INFORMATION GIVEN:

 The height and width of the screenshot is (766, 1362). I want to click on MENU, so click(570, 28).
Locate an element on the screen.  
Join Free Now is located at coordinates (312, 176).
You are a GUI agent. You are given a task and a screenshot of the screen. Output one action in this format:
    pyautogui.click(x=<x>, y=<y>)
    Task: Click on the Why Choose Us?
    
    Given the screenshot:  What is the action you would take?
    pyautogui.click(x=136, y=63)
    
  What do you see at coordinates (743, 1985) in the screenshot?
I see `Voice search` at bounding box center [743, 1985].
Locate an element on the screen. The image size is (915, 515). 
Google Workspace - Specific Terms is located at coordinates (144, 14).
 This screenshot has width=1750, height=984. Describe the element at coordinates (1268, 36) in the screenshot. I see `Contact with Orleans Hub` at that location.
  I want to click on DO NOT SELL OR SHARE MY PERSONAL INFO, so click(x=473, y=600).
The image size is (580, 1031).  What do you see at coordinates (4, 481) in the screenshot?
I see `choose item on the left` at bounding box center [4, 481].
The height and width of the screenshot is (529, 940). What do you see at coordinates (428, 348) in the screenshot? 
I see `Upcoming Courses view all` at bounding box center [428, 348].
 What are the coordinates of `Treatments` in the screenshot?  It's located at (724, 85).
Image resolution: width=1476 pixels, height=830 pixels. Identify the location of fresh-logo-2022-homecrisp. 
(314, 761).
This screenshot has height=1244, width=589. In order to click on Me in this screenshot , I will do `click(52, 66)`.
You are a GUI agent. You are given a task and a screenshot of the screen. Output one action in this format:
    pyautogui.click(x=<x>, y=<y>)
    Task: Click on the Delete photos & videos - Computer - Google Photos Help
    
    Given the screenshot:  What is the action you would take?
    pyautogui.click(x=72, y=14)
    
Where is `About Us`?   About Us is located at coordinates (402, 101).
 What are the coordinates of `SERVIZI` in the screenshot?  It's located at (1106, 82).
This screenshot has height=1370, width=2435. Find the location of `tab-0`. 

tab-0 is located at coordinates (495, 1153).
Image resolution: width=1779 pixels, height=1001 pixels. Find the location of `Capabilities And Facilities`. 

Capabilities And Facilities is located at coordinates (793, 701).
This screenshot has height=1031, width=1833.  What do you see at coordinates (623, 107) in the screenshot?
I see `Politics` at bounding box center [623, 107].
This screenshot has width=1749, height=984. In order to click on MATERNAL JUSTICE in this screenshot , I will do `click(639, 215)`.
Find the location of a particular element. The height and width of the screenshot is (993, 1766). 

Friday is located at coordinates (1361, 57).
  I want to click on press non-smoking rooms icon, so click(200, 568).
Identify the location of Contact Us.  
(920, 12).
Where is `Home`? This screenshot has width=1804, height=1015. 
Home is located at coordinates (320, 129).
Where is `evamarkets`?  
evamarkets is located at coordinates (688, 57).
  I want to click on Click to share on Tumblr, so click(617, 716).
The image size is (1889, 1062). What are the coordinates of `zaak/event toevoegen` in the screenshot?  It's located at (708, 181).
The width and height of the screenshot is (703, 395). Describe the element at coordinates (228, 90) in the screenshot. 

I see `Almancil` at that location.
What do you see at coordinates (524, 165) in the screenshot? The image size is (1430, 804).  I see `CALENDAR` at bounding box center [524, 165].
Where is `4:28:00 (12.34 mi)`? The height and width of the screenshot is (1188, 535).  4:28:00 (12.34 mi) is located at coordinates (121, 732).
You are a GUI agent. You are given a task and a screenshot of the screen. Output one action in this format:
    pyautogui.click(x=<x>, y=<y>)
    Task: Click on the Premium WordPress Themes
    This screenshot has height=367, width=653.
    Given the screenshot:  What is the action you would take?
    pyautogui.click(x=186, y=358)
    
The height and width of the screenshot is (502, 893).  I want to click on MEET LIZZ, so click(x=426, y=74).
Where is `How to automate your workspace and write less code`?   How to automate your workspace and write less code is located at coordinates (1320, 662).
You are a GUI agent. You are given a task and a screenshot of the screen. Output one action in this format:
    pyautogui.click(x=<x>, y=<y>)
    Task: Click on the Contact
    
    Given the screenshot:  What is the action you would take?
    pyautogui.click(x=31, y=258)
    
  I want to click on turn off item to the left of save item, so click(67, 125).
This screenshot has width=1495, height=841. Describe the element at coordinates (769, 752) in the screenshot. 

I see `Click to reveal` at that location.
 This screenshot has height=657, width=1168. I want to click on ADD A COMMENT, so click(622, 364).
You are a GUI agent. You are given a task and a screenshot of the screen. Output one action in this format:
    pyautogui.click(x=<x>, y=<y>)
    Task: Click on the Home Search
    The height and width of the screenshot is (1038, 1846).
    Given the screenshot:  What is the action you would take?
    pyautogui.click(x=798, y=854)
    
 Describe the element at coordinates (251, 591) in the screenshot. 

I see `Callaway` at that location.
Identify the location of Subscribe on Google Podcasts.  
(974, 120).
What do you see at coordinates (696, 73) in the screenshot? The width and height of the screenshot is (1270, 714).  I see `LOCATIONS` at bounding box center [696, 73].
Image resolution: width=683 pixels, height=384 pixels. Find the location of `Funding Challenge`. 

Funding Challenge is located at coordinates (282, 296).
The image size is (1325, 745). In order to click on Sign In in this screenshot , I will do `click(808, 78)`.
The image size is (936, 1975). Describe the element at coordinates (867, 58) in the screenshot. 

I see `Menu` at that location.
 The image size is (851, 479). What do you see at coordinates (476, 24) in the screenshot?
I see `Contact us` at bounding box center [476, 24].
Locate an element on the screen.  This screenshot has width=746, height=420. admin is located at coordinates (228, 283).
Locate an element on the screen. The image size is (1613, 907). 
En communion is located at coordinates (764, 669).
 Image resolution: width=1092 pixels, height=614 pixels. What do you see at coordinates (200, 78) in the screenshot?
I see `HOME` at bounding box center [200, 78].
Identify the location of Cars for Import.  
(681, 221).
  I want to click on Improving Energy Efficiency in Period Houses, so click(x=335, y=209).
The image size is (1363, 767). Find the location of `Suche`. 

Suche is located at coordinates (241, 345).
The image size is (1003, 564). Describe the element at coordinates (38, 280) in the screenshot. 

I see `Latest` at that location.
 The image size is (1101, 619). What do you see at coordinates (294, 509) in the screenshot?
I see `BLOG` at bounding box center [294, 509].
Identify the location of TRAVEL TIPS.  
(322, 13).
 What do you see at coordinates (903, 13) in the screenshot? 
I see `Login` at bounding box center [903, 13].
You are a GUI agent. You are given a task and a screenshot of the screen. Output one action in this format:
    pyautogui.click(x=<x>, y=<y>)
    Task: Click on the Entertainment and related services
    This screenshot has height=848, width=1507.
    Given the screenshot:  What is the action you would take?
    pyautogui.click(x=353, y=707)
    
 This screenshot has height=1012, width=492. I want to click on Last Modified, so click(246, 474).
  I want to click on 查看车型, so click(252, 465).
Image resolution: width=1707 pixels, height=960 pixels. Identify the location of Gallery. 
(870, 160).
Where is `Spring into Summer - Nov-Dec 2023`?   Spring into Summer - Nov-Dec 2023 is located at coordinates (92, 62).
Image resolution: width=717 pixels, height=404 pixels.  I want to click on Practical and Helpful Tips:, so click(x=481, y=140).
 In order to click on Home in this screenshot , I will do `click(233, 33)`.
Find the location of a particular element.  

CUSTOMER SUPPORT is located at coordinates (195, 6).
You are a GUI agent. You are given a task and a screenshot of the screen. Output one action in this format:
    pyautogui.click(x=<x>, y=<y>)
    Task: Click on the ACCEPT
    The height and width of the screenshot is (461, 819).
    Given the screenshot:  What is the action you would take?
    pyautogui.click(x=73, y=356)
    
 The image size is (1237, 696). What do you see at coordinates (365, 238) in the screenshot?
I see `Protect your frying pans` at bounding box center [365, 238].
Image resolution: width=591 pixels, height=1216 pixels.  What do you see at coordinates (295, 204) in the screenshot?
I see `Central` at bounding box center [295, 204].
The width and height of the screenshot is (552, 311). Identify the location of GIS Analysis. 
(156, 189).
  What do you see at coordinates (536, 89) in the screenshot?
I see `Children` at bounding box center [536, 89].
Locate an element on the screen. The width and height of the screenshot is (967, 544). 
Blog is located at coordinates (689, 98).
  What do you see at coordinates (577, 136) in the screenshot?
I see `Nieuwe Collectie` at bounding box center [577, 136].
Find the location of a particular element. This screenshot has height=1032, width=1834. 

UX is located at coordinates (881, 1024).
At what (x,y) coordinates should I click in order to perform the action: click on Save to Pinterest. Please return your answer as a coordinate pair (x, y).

WORK ORDER: Only lines with the string "will" belong in the answer; copy each of them from the listing.

RESPONSE FOR THIS EXERCISE:
This screenshot has height=1244, width=589. In order to click on Me in this screenshot , I will do `click(52, 66)`.
This screenshot has width=1749, height=984. In order to click on MATERNAL JUSTICE in this screenshot , I will do `click(639, 215)`.
The image size is (1325, 745). In order to click on Sign In in this screenshot , I will do `click(808, 78)`.
 In order to click on Home in this screenshot , I will do `click(233, 33)`.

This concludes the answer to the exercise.